I am grateful. The Prime Minister deserves substantial credit for the actions taken so far, but why are only UK law enforcement authorities involved in this? What is the problem with our partners? Some weeks ago I went on the first kleptocracy tour in London to view the properties bought with laundered stolen money through our overseas territories. Our partners in the EU have as much of an interest in finding out who the beneficial owners are as we have, so why is access to this information restricted to UK law enforcement authorities? Gibraltar and Montserrat are opening up their registers to the rest of the EU, so why can we not go a bit further than that? Even if we cannot allow journalists and other interested bodies access to this information, surely the law enforcement authorities of other, friendly partner countries should have access to those registers.
My Lords, clearly, there is progress to be made on that very point. My right honourable friend the Chancellor of the Exchequer wrote to the G20 members last week with regard to the G5 initiative on the automatic exchange of beneficial ownership information, exactly in line with what the noble Lord proposes. The initiative is still very new, but we are going to start discussion with the overseas territories and Crown dependencies shortly and I hope that our EU partners will take note.
Since it is an international conference and we are in the chair, will the UK Government be pressing the US to explain and to rectify the situation where the states of Delaware, Nevada and Wyoming allow no transparency of information on any subject, to the detriment of our overseas territories? Undoubtedly, if that continues, we will see a loss of business from our overseas territories to those three US states.
My Lords, we will be pressing all those who attend the conference to pursue greater transparency. We have made it clear that the global gold standard ought to be public, central registers of beneficial ownership. We will say that to our great friends and to those who are not perhaps such close friends but will be there and will, I hope, be our close friends by the end.
I declare an interest as a non-exec of the Open Data Institute.
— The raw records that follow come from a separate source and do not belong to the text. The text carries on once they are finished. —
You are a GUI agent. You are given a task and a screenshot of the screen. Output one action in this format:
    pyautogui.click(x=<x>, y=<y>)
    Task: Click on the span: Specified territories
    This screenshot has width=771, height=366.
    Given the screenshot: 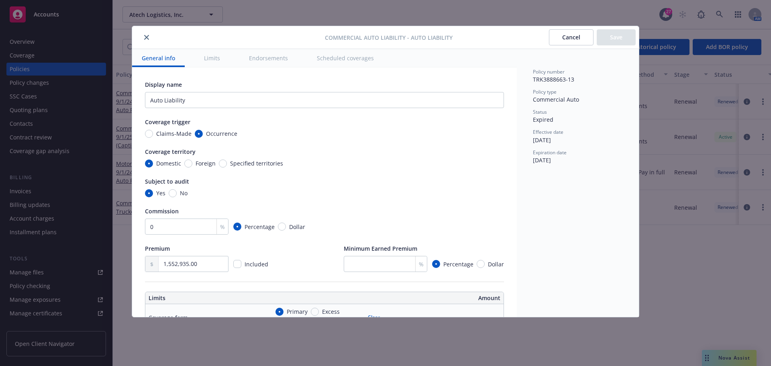 What is the action you would take?
    pyautogui.click(x=257, y=163)
    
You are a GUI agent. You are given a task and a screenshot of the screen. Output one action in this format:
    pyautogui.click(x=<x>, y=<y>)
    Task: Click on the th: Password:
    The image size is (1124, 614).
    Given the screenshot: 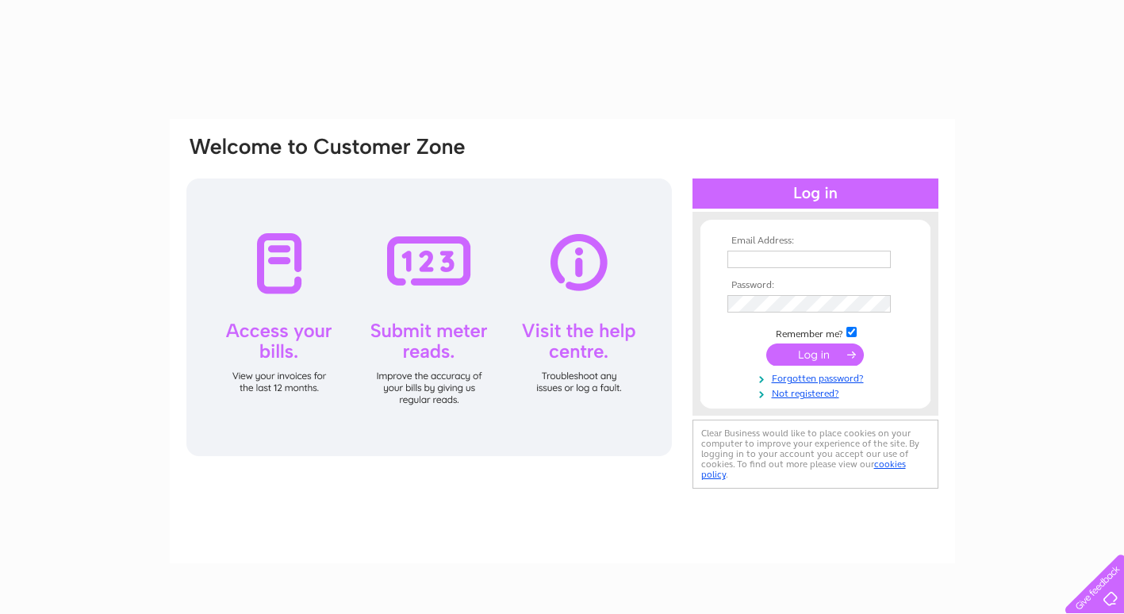 What is the action you would take?
    pyautogui.click(x=815, y=285)
    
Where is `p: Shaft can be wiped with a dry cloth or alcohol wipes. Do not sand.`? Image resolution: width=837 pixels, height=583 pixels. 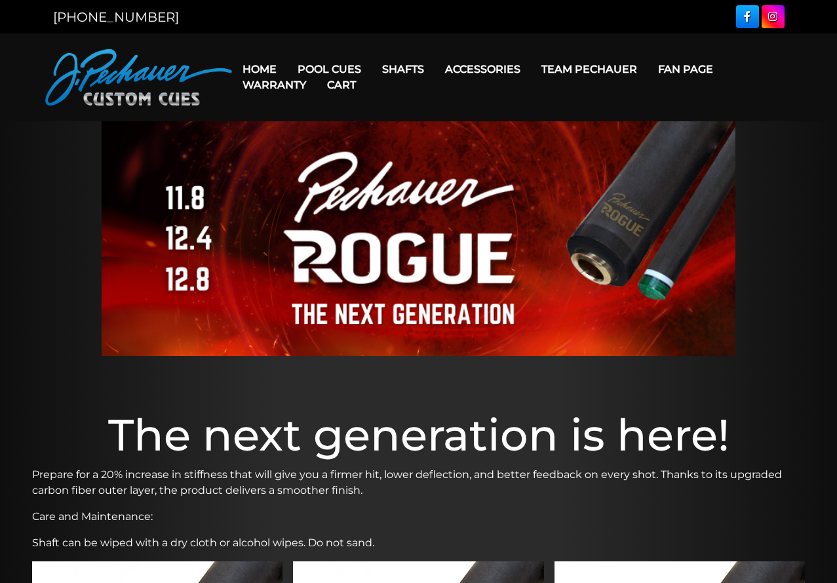
p: Shaft can be wiped with a dry cloth or alcohol wipes. Do not sand. is located at coordinates (419, 543).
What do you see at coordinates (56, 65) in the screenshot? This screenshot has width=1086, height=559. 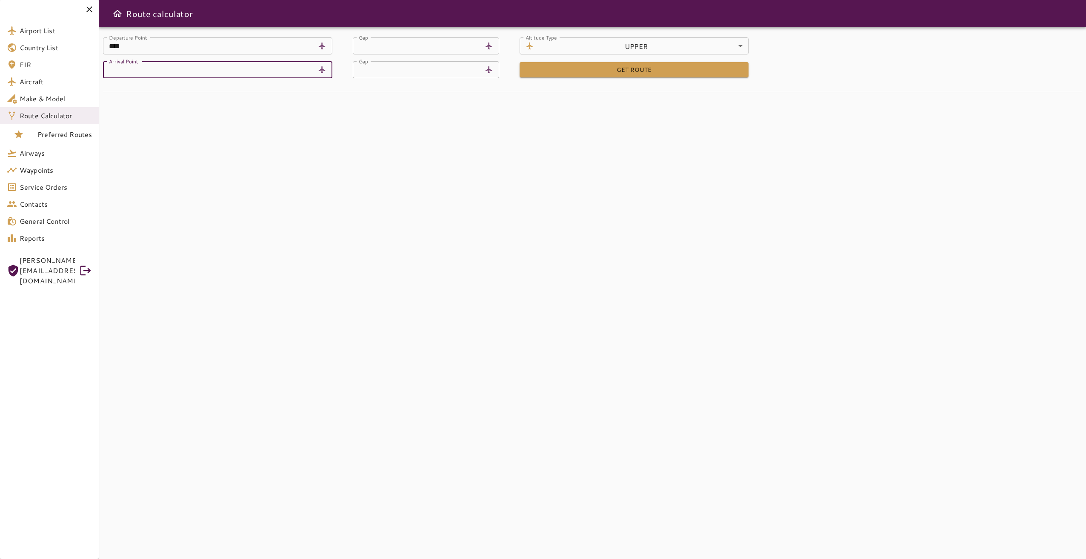 I see `span: FIR` at bounding box center [56, 65].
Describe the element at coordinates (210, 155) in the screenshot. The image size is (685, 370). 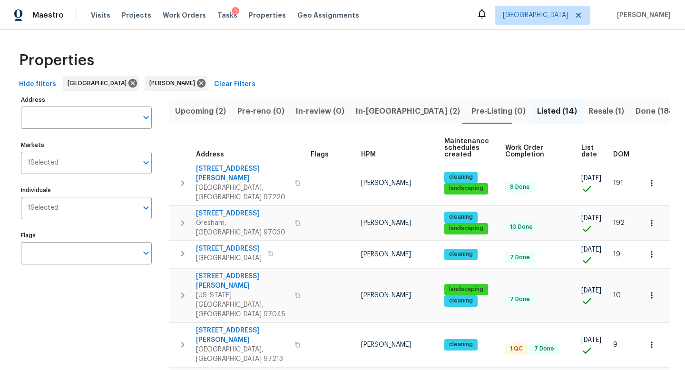
I see `span: Address` at that location.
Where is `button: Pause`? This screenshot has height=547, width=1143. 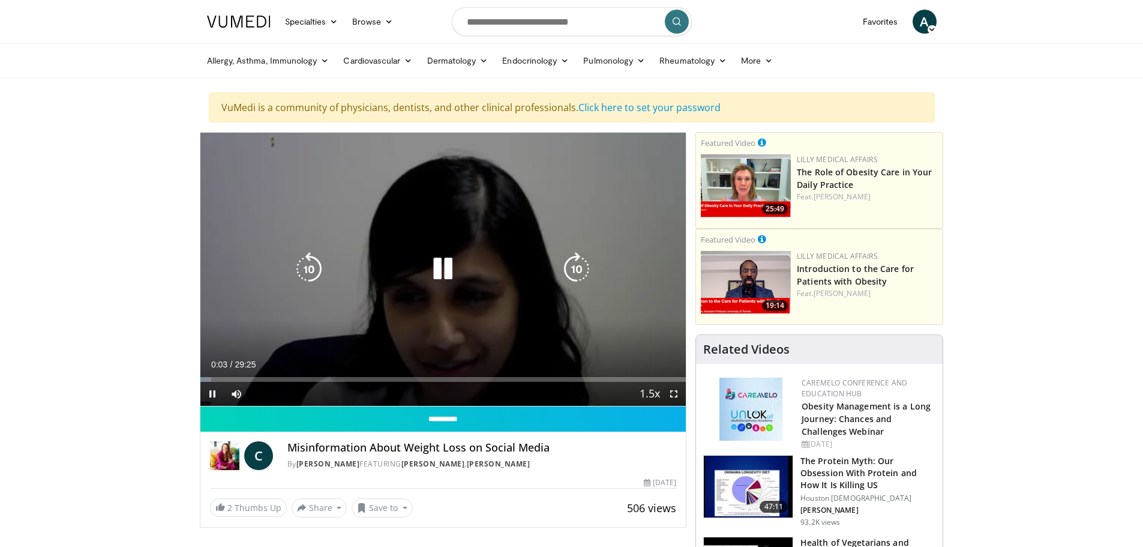
button: Pause is located at coordinates (212, 394).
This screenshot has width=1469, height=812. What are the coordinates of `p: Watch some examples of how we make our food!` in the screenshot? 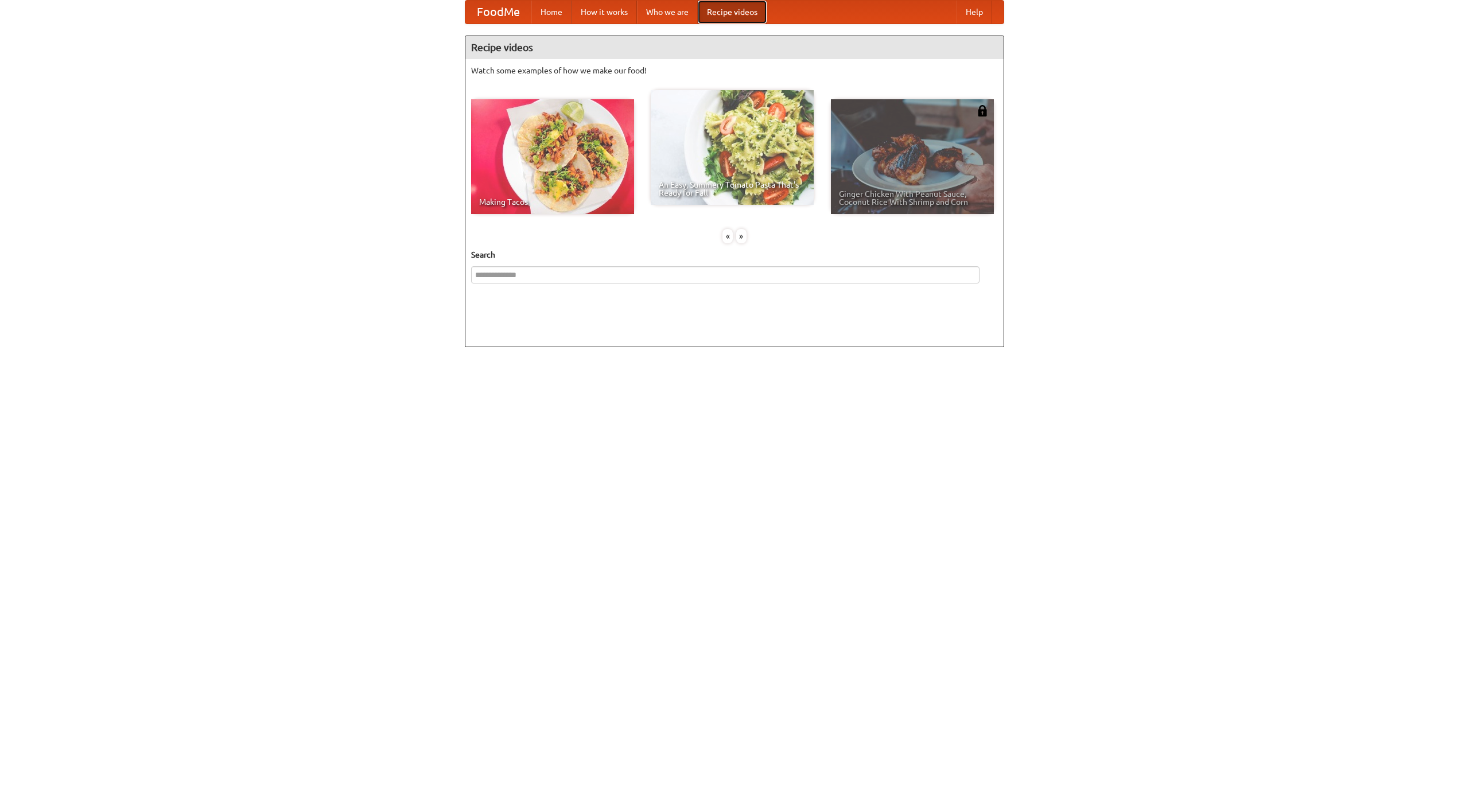 It's located at (735, 70).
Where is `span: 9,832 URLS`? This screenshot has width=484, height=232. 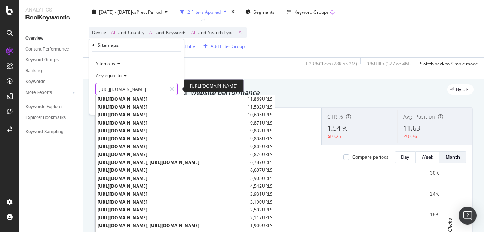 span: 9,832 URLS is located at coordinates (261, 130).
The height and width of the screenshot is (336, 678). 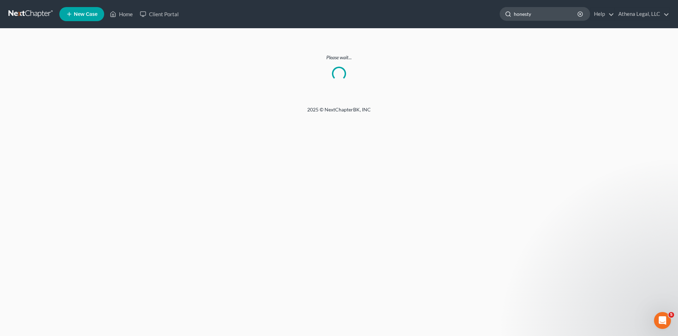 What do you see at coordinates (642, 14) in the screenshot?
I see `a: Athena Legal, LLC` at bounding box center [642, 14].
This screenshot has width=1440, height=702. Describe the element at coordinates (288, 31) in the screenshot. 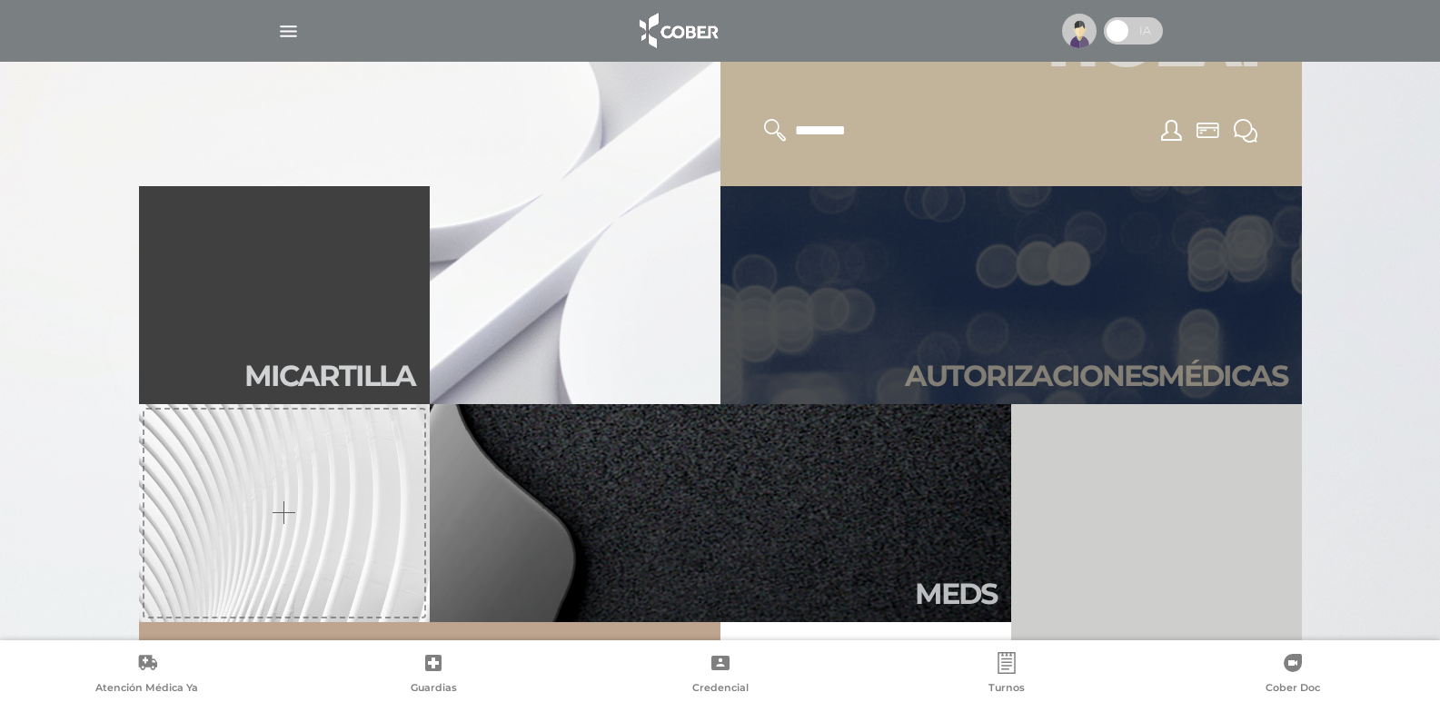

I see `img: Cober_menu-lines-white.svg` at that location.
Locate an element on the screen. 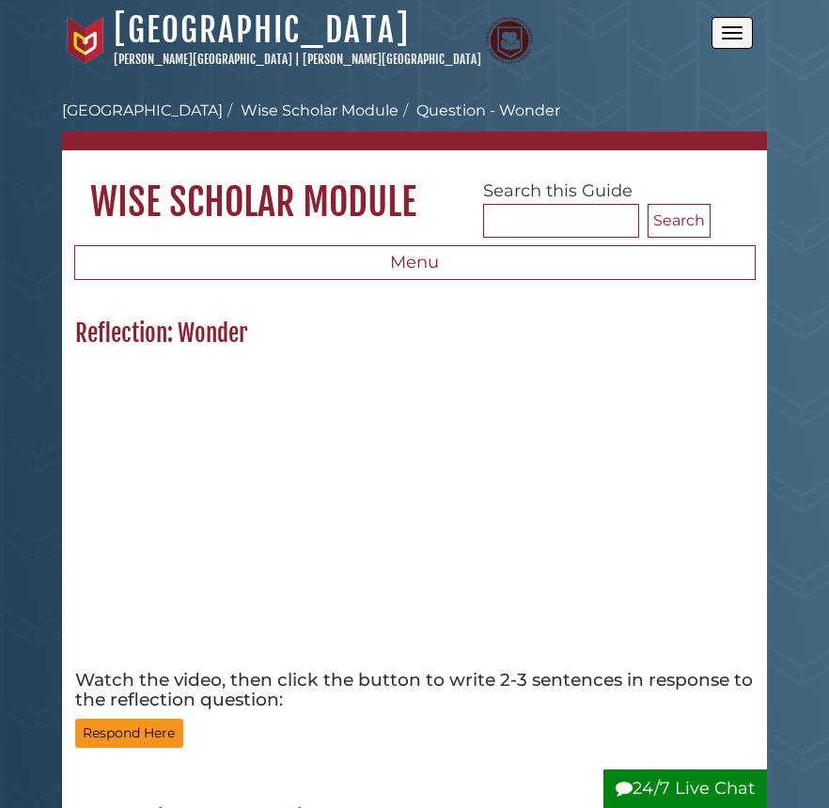 The height and width of the screenshot is (808, 829). img: Calvin Theological Seminary is located at coordinates (510, 40).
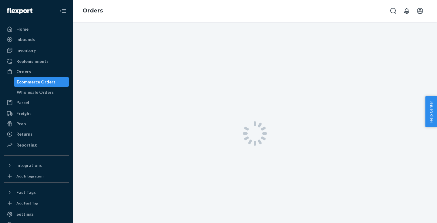  What do you see at coordinates (36, 203) in the screenshot?
I see `a: Add Fast Tag` at bounding box center [36, 203].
Is the Minister aware of the work of the Open Data Institute and many of the interesting not-for-profit start-ups working in the open data space specifically on this issue? I point to one, as an example: OpenCorporates. I urge the Minister to keep using open data as one of the major levers in this transparency piece.
I agree entirely with the view that the noble Baroness expressed.
My Lords, while I acknowledge the good work done by the Government recently on this, does the Minister agree that public transparency is important not only in the fight against corruption but as a very significant moral issue? Does she agree that it is the duty of all Governments, including those of overseas territories, to work towards public transparency?
The right reverend Prelate is right: it is a moral matter. A very wide debate should be held on whether or not there is transparency only in cases where there is a revelation that might assist with prosecutions, either in the civil courts or criminal courts, on matters such as evasion or aggressive tax avoidance. That is a wider issue, but the right reverend Prelate is right to say that it is one that we ought to be pursuing.
We certainly congratulate the Government on the progress made thus far, but does the Minister accept that unless company ownership is made public and accessible there is no way in which our Government will be able to monitor compliance? It is quite clear that our overseas territories are the primary base for a very great deal of corruption and money laundering, and it is quite clear that we need to act.
My Lords, I have to take the noble Lord a little to task here. It is the case that where there is a central register of beneficial ownership, the National Crime Agency and the tax authorities—which are of course operations of this Government—are able to gain access to the very information that the noble Lord specified. I gently remind him that in taking a lead on these matters since 2010, in the coalition Government and now, we have done more than the Labour Government even attempted to do in 13 years.